Oddly, though, it’s as if Aardman isn’t entirely sure how to package the pair this time around. The best, most muscular Wallace & Gromit stories have always been the half-hour classics, The Wrong Trousers and A Close Shave. Vengeance Most Fowl is not that. Nor is it a feature film, clocking in at just over an hour. Does this mean it found itself being caught between two stools? Well, yes and no.

Wallace & Gromit: Vengeance Most Fowl – trailer

No, because Wallace & Gromit is genetically incapable of being bad. Even its least fondly remembered offerings (I must confess to having no memory of 2008’s A Matter of Loaf and Death) are charm personified. And so it is here, with the pair’s perfect balance – one scatterbrained and enthusiastic, the other patient and longsuffering – still in perfect working order.

And enough time has passed to give the franchise a worldview. If Vengeance Most Fowl is about anything, it’s how much we lose when we come to rely on technology. Wallace’s big invention this time is Norbot, a “smart gnome” that works as a kind of sentient Alexa, replacing the charms of simple human effort.

This is hardly a new take – this year alone, The Wild Robot managed to rip at your heartstrings with this exact premise – but there’s something extremely touching about seeing it happen during a Wallace & Gromit adventure. This is a series that has never been afraid to do things the old way. CGI might be easier and less time-consuming, but there’s something beautifully tangible about incrementally manipulated stop-motion animation. The process is tedious, but the effort pays off.

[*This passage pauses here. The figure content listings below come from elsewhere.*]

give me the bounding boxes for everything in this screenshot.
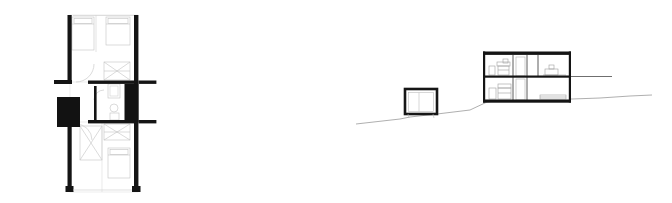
wall-section-left: [483, 52, 485, 103]
roof-slab: [483, 52, 571, 55]
drawing-canvas: [0, 0, 672, 203]
wall-stub-left: [54, 80, 72, 84]
drawing-sheet: [0, 0, 672, 203]
service-core-block: [125, 84, 139, 122]
sheet-background: [0, 0, 672, 203]
core-partition-vertical: [94, 86, 97, 122]
wall-stub-right-upper: [138, 81, 156, 84]
wall-foot-left: [66, 186, 74, 192]
wall-section-right: [569, 52, 571, 103]
intermediate-floor-slab: [483, 76, 571, 78]
outbuilding-interior: [409, 93, 434, 112]
wall-foot-right: [132, 186, 141, 192]
ground-floor-slab: [483, 100, 571, 103]
exterior-wall-left-lower: [68, 122, 72, 192]
stove-block: [57, 97, 80, 127]
exterior-wall-left-upper: [68, 15, 72, 82]
partition-wall-upper: [88, 81, 134, 84]
wall-stub-right-lower: [138, 120, 156, 123]
outbuilding: [405, 89, 437, 118]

There’s also something that’s happily askew this time around. Wallace and Gromit are still as funny as ever, with every frame full of puns and sight gags, but the fact that the enemy here is one of Gromit’s gadgets gone wrong acts as a happy piece of self-commentary. All of Wallace’s Heath Robinson-style productivity gadgets seemed like fun decades ago, but this time there’s a slight weariness to them. And the less said about the gargantuan passive-aggression needed to create a voice-activated virtual assistant for your mute dog the better.

‘Arguably the best character Nick Park ever created’ … Feathers McGraw in Wallace & Gromit: Vengeance Most Fowl. Photograph: Aardman Animations

More than anything, though, Vengeance Most Fowl scores highly for bringing back Feathers McGraw, the inscrutable penguin mega-villian from The Wrong Trousers. Arguably the best character Nick Park ever created, McGraw goes full Sideshow Bob here. Languishing in a maximum-security zoo, ripped and fixated on revenge, he is a figure of pure menace. This would be his Cape Fear, if only he wasn’t so darn adorable. It’s also worth pointing out that the sheer expression the animators have wrought from a character who is essentially a beer bottle with flippers is astonishing. There’s a shrug McGraw performs near the end that manages to say everything you need to know about the character. It is extraordinary.

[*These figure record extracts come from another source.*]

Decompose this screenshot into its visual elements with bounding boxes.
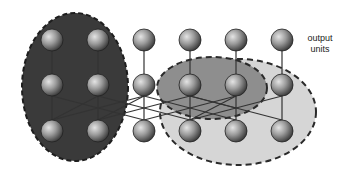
- output-units-label-line2: units: [300, 44, 340, 55]
- dark-left-region: [22, 13, 128, 161]
- input-neuron: [179, 120, 201, 142]
- medium-center-region: [157, 57, 267, 119]
- output-neuron: [179, 29, 201, 51]
- hidden-neuron: [41, 74, 63, 96]
- output-neuron: [225, 29, 247, 51]
- input-neuron: [87, 120, 109, 142]
- input-neuron: [41, 120, 63, 142]
- input-neuron: [133, 120, 155, 142]
- output-neuron: [41, 29, 63, 51]
- output-units-label: output units: [300, 33, 340, 55]
- network-diagram: [0, 0, 342, 174]
- output-neuron: [133, 29, 155, 51]
- hidden-neuron: [179, 74, 201, 96]
- hidden-neuron: [271, 74, 293, 96]
- output-neuron: [271, 29, 293, 51]
- hidden-neuron: [87, 74, 109, 96]
- hidden-neuron: [133, 74, 155, 96]
- input-neuron: [271, 120, 293, 142]
- output-units-label-line1: output: [300, 33, 340, 44]
- input-neuron: [225, 120, 247, 142]
- output-neuron: [87, 29, 109, 51]
- hidden-neuron: [225, 74, 247, 96]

However, this is Wallace & Gromit. And Wallace & Gromit is perfect, which also means that it’s blazingly obvious when things are less than perfect. Vengeance Most Fowl does end up suffering a little, in part because of an extended runtime that renders it less densely packed with jokes and invention than we’ve become used to. It’s also a bit too talky, robbing the pair of the easy international appeal they had when their dialogue was kept spare. This is a shame.

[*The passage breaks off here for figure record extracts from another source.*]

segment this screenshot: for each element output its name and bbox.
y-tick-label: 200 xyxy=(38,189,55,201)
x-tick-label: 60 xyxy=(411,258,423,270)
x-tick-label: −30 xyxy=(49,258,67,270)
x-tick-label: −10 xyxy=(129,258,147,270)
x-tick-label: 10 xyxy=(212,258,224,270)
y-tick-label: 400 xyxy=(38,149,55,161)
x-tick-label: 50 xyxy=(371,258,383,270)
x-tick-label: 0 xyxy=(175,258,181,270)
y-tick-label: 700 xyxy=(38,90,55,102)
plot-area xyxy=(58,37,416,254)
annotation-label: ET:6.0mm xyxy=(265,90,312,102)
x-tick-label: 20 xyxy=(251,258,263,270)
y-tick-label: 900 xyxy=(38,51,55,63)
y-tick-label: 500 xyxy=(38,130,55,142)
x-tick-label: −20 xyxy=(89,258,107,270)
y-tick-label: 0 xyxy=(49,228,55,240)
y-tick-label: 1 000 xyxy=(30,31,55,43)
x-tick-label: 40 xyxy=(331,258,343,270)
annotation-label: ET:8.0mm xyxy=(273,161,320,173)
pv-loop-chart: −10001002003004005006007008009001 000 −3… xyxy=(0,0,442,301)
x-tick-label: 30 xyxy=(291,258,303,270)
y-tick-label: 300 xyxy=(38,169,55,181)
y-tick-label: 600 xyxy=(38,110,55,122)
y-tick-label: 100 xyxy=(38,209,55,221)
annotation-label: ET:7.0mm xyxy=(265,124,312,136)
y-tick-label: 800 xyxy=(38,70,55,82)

On the plus side, nobody can pull off a third act like this franchise. By the time the credits have rolled, after a berserk narrowboat chase featuring wild handbrake turns, huge explosions and one stunt ripped straight from the most recent Mission: Impossible film, you’re back in love again. At this stage, Wallace and Gromit are legendary. Even when they’re slightly off their pace, there’s nobody you’d rather spend Christmas with.

Wallace & Gromit: Vengeance Most Fowl aired on BBC One and is on iPlayer now.